[Tutor] overlapping tuples
Mats Wichmann
mats at wichmann.us
Fri Feb 28 20:03:13 EST 2020
On 2/28/20 1:06 PM, Narasimharao Nelluri wrote:
> Hi peter,
>
> Thanks a lot for your inputs, i will work your inputs and let you know. For
> the last question if there is independent over lap for ex: in below case
> python should return [(5,7),(6,8)]
>
> tuple_overlap([(0, 2), (1, 3), (5, 7), (6, 8)])
>
> I tried different combinations as of i didn't get perfect solution.
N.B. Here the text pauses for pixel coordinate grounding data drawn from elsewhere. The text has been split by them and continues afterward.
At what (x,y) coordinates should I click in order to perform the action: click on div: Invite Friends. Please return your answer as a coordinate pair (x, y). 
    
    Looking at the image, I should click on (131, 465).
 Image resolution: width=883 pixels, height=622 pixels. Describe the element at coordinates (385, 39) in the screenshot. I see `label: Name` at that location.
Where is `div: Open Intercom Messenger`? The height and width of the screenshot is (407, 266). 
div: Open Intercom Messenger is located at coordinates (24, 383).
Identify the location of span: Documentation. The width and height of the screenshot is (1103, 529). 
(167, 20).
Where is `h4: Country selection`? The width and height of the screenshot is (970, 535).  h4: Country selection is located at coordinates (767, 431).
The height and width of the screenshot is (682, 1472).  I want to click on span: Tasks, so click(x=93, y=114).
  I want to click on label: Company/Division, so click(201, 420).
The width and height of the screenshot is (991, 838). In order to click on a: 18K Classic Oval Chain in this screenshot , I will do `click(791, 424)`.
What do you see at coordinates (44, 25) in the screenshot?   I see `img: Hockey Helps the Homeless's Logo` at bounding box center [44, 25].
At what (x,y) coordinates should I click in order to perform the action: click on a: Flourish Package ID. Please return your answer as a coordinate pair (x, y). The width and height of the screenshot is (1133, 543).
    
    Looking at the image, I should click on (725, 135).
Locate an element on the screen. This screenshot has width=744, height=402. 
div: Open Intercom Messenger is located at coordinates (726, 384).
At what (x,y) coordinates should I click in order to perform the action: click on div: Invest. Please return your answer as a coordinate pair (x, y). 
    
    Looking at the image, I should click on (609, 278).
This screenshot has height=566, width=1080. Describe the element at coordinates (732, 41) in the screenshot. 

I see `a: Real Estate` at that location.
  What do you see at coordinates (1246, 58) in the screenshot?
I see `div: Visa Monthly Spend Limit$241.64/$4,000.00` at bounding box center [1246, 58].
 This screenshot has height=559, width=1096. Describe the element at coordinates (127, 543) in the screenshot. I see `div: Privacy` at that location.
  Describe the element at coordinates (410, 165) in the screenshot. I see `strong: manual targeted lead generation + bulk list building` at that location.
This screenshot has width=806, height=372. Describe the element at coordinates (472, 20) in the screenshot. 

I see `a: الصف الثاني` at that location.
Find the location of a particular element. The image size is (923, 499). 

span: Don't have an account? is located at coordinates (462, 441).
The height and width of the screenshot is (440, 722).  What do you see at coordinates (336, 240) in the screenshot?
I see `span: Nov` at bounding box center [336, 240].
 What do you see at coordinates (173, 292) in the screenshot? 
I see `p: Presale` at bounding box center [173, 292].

One of the problems here is we don't have the problem definition -
unless I've missed something, I don't know what "overlap" means, this
question not being precise enough.
A tuple of (0, 2) has two values in it.
A tuple of (1, 3) has two values in it.
None of the values in those two tuples match, so one reading of
"overlap" suggests that there's no overlap between those two. Python
supports sets, and in set theory, an "overlap" is the intersection - the
elements that appear in both.
So you could do this:
>>> a = set((0, 1, 2))
>>> b = set((1, 2, 3))
>>> print(b.intersection(a))
set([1, 2])
>>> print a & b
set([1, 2])
But this doesn't _appear_ to be what you're talking about at all.
Instead, it _seems_ your tuples represent ranges of integers, with both
endpoints included. Is that right? That's a different problem. But you
can still use sets to work on this.
Range gives you all the values, but range(x, y) is the values from x up
to but not including y:
>>> print(tuple(range(1, 4)))
(1, 2, 3)
so you want to add one to the end of the range.
>>> a = set(range(0, 2+1))
>>> b = set(range(1, 3+1))
>>> c = set(range(5, 7+1))
>>> print(a, b, c)
(set([0, 1, 2]), set([1, 2, 3]), set([5, 6, 7]))
>>> print(a & b)
set([1, 2])
>>> print(a & c)
set([])
>>> if a & b:
... print("a and b overlap")
...
a and b overlap
>>> if a & c:
... print("a and c overlap")
...
>>>
Does that help you think about the problem?